Against the silence…
"Writing (at the End) of New Music" Christopher Shultis; in The Modern Percussion Revolution, Kevin Lewis and Gustavo Aguilar, eds. (Routledge, 2014).
excerpt:
There were two passions of mine back then: early percussion music, most of it first performed by John Cage and his percussion ensemble, and seeking out new music by younger composers. The former led me to research the music found in the Edwin A. Fleisher Collection in Philadelphia, which is where Cage sent those pieces, through the recommendation of Johanna Beyer. Michael Udow chaired a panel at the percussion convention in Washington, D.C. (1986) where I presented my findings, including performances by the UNM Percussion Ensemble of works I had found in the collection that hadn't yet (to my knowledge) been discovered and performed. And it was in 1986, during the convention, that Stuart Saunders Smith introduced me to Thomas DeLio, just the kind of young composer I liked to work with, who in turn introduced me to a recent composition of his, Against the silence ... (1985). It is a piece that I regard as one of the great percussion compositions of that decade and a real turning point in the history of experimental music. Why?
To understand that, I need to fast-forward to 1993. I was defending my dissertation on John Cage, and Thomas DeLio was an outside reader and present (via telephone) at the defense. The dissertation, "Silencing the Sounded Self: John Cage and the American Experimental Tradition" (later published as a book with the same title), concerned Cage's intentional "silencing" of the self in his poetry and music through 1974. During the defense, DeLio asked me, "Are there other kinds of silence?" referring of course to the Cageian silence my research addressed; it was through my close association with DeLio's work that it was easy to answer "yes." DeLio's silences, found in much of his music and especially prominent in Against the silence ..., display by far some of the most interesting "other silences" I've ever heard.

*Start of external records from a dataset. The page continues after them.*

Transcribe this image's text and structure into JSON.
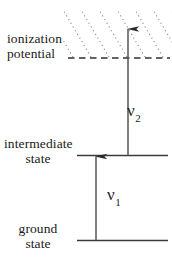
{
  "diagram": {
    "type": "energy-level-diagram",
    "colors": {
      "line": "#333333",
      "text": "#1a1a1a",
      "hatch": "#8a8a8a",
      "background": "#ffffff"
    },
    "levels": [
      {
        "id": "ionization-potential",
        "label_line1": "ionization",
        "label_line2": "potential",
        "style": "dashed",
        "y": 58,
        "x_start": 68,
        "x_end": 170
      },
      {
        "id": "intermediate-state",
        "label_line1": "intermediate",
        "label_line2": "state",
        "style": "solid",
        "y": 155,
        "x_start": 77,
        "x_end": 168
      },
      {
        "id": "ground-state",
        "label_line1": "ground",
        "label_line2": "state",
        "style": "solid",
        "y": 240,
        "x_start": 77,
        "x_end": 168
      }
    ],
    "transitions": [
      {
        "id": "nu1",
        "symbol": "ν",
        "subscript": "1",
        "from_level": "ground-state",
        "to_level": "intermediate-state",
        "x": 96,
        "y_start": 240,
        "y_end": 155,
        "direction": "up"
      },
      {
        "id": "nu2",
        "symbol": "ν",
        "subscript": "2",
        "from_level": "intermediate-state",
        "to_level": "continuum",
        "x": 128,
        "y_start": 155,
        "y_end": 28,
        "direction": "up"
      }
    ],
    "continuum": {
      "id": "continuum-region",
      "description": "hatched continuum above ionization potential",
      "hatch_style": "dotted-diagonal",
      "y_top": 12,
      "y_bottom": 58,
      "x_start": 62,
      "x_end": 172
    }
  }
}
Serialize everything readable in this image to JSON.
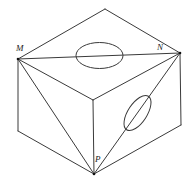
{
  "diagram": {
    "type": "geometry-cube-cross-sections",
    "stroke_color": "#3a3a3a",
    "labels": {
      "M": "M",
      "N": "N",
      "P": "P"
    },
    "vertices": {
      "top_back": [
        105,
        9
      ],
      "M": [
        18,
        59
      ],
      "N": [
        180,
        53
      ],
      "front_top": [
        93,
        100
      ],
      "left_bottom": [
        18,
        131
      ],
      "right_bottom": [
        181,
        125
      ],
      "P": [
        94,
        174
      ]
    },
    "edges": [
      [
        "top_back",
        "M"
      ],
      [
        "top_back",
        "N"
      ],
      [
        "M",
        "front_top"
      ],
      [
        "N",
        "front_top"
      ],
      [
        "M",
        "left_bottom"
      ],
      [
        "N",
        "right_bottom"
      ],
      [
        "front_top",
        "P"
      ],
      [
        "left_bottom",
        "P"
      ],
      [
        "right_bottom",
        "P"
      ]
    ],
    "section_lines": [
      [
        "M",
        "N"
      ],
      [
        "M",
        "P"
      ],
      [
        "N",
        "P"
      ]
    ],
    "ellipses": [
      {
        "name": "top-face-ellipse",
        "cx": 99.5,
        "cy": 55.5,
        "rx": 23.5,
        "ry": 13,
        "rotation": 0
      },
      {
        "name": "right-face-ellipse",
        "cx": 137.5,
        "cy": 113,
        "rx": 20,
        "ry": 9.5,
        "rotation": -57
      }
    ]
  }
}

But that's not what caught my attention at first. Instead, I was practically interested in finding music that could be played by my ensemble without making any mistakes. "Sonic perfection" is what I was after but not at the expense of backing off of my obsessive interest in performing only compositions for percussion that could be regarded as potential masterpieces, regardless of instrumentation. This may seem obvious now, but then I was surrounded by percussionists who played music written by percussionists, often with the sole purpose of furthering careers rather than adding to a repertoire that I thought was developing into a literature of great historical importance—especially music written for the percussion ensemble, which I regarded then (and still do) as the most significant new chamber medium since the string quartet.
DeLio's music, I believe, belongs in this company, and Against the silence ... is a masterpiece of that era. I love the way the verticality of this piece is so rhythmically complex (equal, in a musical sense, to the complexity of Ferneyhough and his followers), and yet, horizontally, those vertical elements create a sonic frame around the silences that become not spaces between sounds in the traditional sense nor spaces for hearing the unintentional in a Cageian sense, but, instead, silence heard as silence. To hear nothing and have that experience be the something you hear. As Cage put it regarding Morton Feldman's music: "something and nothing need each other to keep on going." The amazing thing here is that DeLio puts that in the same space, not as contrasting opposites, but as, instead, two things becoming one thing—"other silences" indeed! The greatest complexity of all is the relationship between those complex frames (which also includes a highly sophisticated electronic component generated through means of a computer) and the varying asymmetrical periods of silence with both electronic and acoustic forces surrounding the audience. There is no center. The music (silent and sounding, acoustic and electronic) is all around, and you can only hear the magnificence of this if every single aspect of the sonic experience is heard as originally composed, in its complete and utter perfection. A mistake of any kind destroys the piece—but it was/is possible to perform it perfectly, and my ensemble did so several times.